I really like it. It looks acceptably corporate, but it has a hint of the whole 'unicorns are awesome!' early-adopter-webdev aesthetic that will put a smile on the face of the people who actually use html5 day to day, and evangelise for it.<p>Sort of like dog whistle politics but used for good :)
Without considering the context, the logo itself is pretty good. I like the badge/custom badge and related components. Overall though, I don't like it. I don't think it's a fitting logo (the superman/superhero comparisons are what come to mind to me as well).<p>The logo treatments and website seem like a contrived effort design a logo to whatever the designers believe is the "HTML5 Design Aesthetic." Sure, rich content and all, but HTML5 (and related technologies, like this logo is supposed to imply) shouldn't be represented by over contemporary design.<p>Interestingly, the logo is not the "official" logo. On paper, it's just the community logo - and it will only officially be adopted if it gets enough grassroots support.<p><i>Is this W3C's "official" logo for HTML5?<p>Not yet. W3C introduced this logo in January 2011 with the goal of building community support. W3C has not yet taken it up in any official capacity. If, as W3C hopes, the community embraces the logo, W3C will adopt it as its own official logo for HTML5 in the first quarter of 2011.</i>
Nice article by Jeremy Keith on why this logo creates and propagates confusion between HTML5 and CSS3:<p><a href="http://adactio.com/journal/4289/" rel="nofollow">http://adactio.com/journal/4289/</a>
How many type foundries do you think would be trumpeting their fonts' inclusion in the HTML5 logo?<p>One of the many reasons I love Hoefler & Frere Jones.<p><i>Gotham + Mercury + Knockout, all from @h_fj, make the HTML-5 logo. <a href="http://www.w3.org/html/logo/" rel="nofollow">http://www.w3.org/html/logo/</a> #next #stop, #webfonts</i>
<a href="http://twitter.com/H_FJ/status/27369279905071104" rel="nofollow">http://twitter.com/H_FJ/status/27369279905071104</a>
I am not sure I see how useful it is.
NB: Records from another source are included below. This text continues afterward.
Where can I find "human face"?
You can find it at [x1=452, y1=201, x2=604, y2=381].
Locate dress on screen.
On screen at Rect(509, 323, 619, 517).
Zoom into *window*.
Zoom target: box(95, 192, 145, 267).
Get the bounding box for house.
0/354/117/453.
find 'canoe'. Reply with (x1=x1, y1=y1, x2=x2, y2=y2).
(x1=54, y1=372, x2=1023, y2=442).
I think people who would care about HTML5 are already aware of it and the ones who don't will probably not be influenced by the logo. What remains seems to just be some kind of nerdy bragging thing: collect them all!<p>It reminds me of the "Netscape Now!" button campaign from the early web. The logo and badges looks nice tough.
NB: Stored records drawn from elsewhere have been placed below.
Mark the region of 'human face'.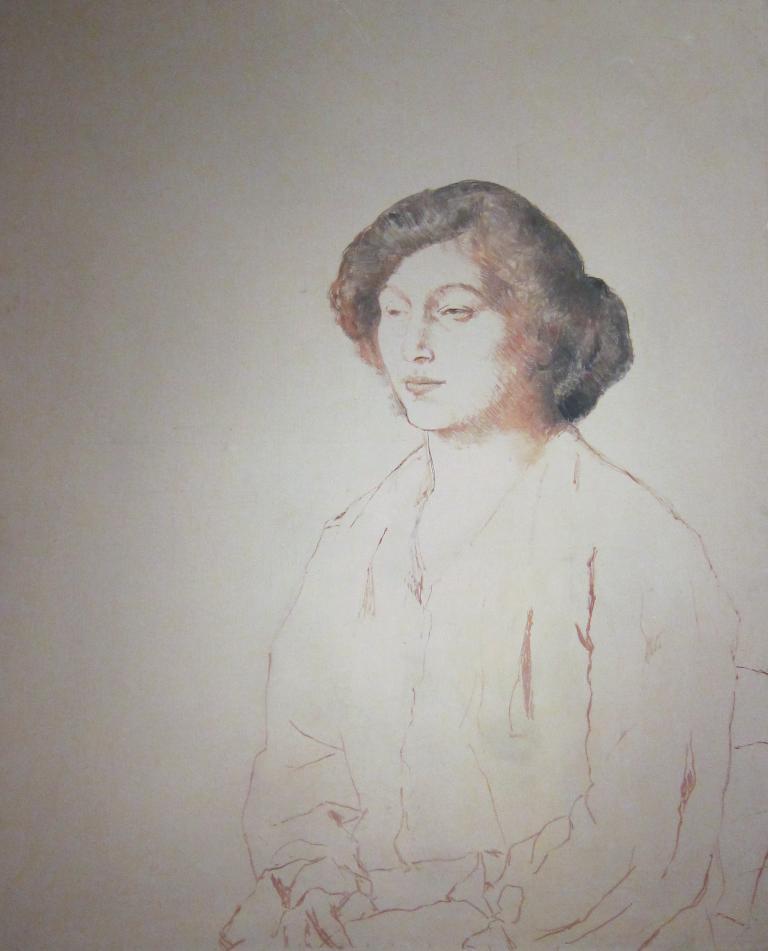
Region: (x1=371, y1=238, x2=528, y2=428).
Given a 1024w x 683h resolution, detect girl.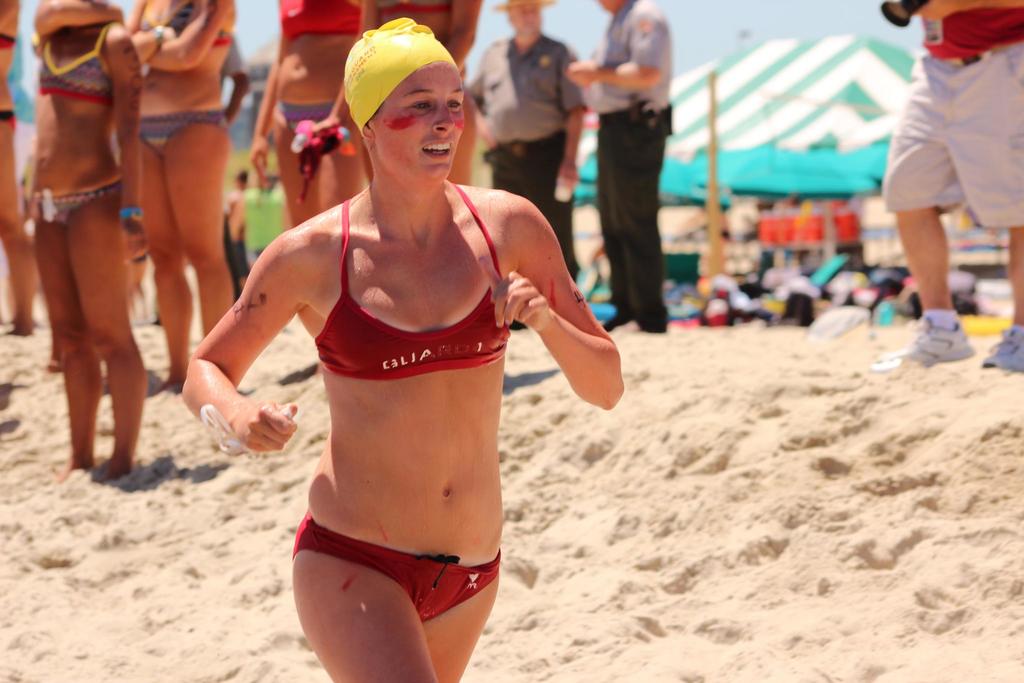
crop(121, 0, 238, 394).
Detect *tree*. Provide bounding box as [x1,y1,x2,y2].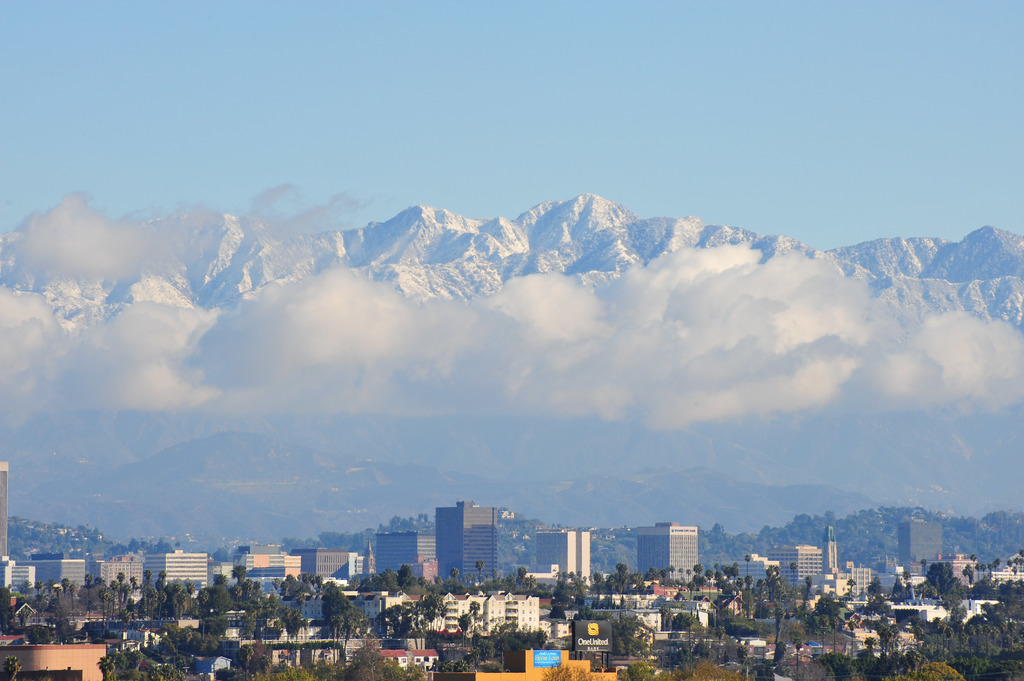
[285,612,307,641].
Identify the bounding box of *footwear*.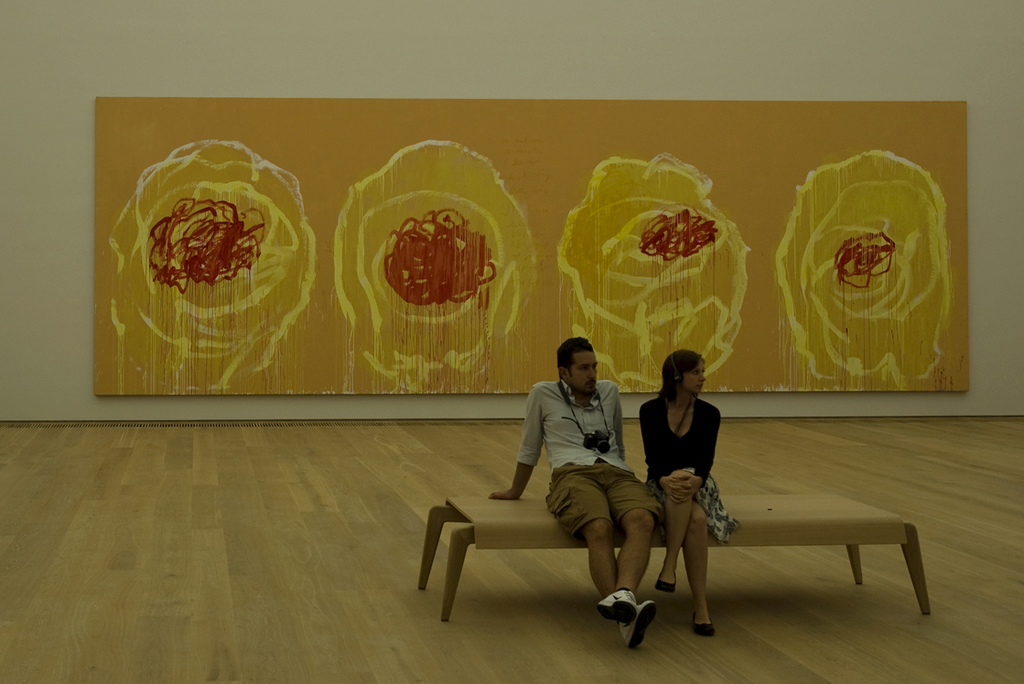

Am I the only one that finds the aliasing created by slightly tilted lines a design flaw? It was meant to be displayed digitally, and the designer should have avoided aliasing. <a href="http://en.wikipedia.org/wiki/Spatial_anti-aliasing" rel="nofollow">http://en.wikipedia.org/wiki/Spatial_anti-aliasing</a>
It's super strange that this page itself is HTML5. Doesn't W3C have a policy of only publishing documents using standards already in the "Recommendation" stage?
It seems the logo is an image (<a href="http://www.w3.org/html/logo/img/html5-topper.png" rel="nofollow">http://www.w3.org/html/logo/img/html5-topper.png</a>). How long until someone can draw it using purely HTML5?
This looks like something you'd see on a Transformer, not a professional logo for a new web standard. I think it's good for what it is, unfortunately that "what it is" isn't what should represent HTML5.
It is finally out. I guess we will be living with that for some time. I do not mean to be grumpy but something with a bit more curves would be more appealing or representative of the new design era.
And the IE folks on Twitter are using it as their picture:<p><a href="http://twitter.com/#!/IE/status/27397420665016320" rel="nofollow">http://twitter.com/#!/IE/status/27397420665016320</a><p>I think we can expect full compliance.
I'm surprised, the active states of the icons seem to be buggy in the latest chrome for Mac:
<a href="http://cl.ly/0B0f0N3B1K2z3F2H3e0k" rel="nofollow">http://cl.ly/0B0f0N3B1K2z3F2H3e0k</a>
I expect to see this changing in phone booths in the near future.<p>Interesting. Nowhere near as bad as I had expected, a little too alter-ego for my tastes though.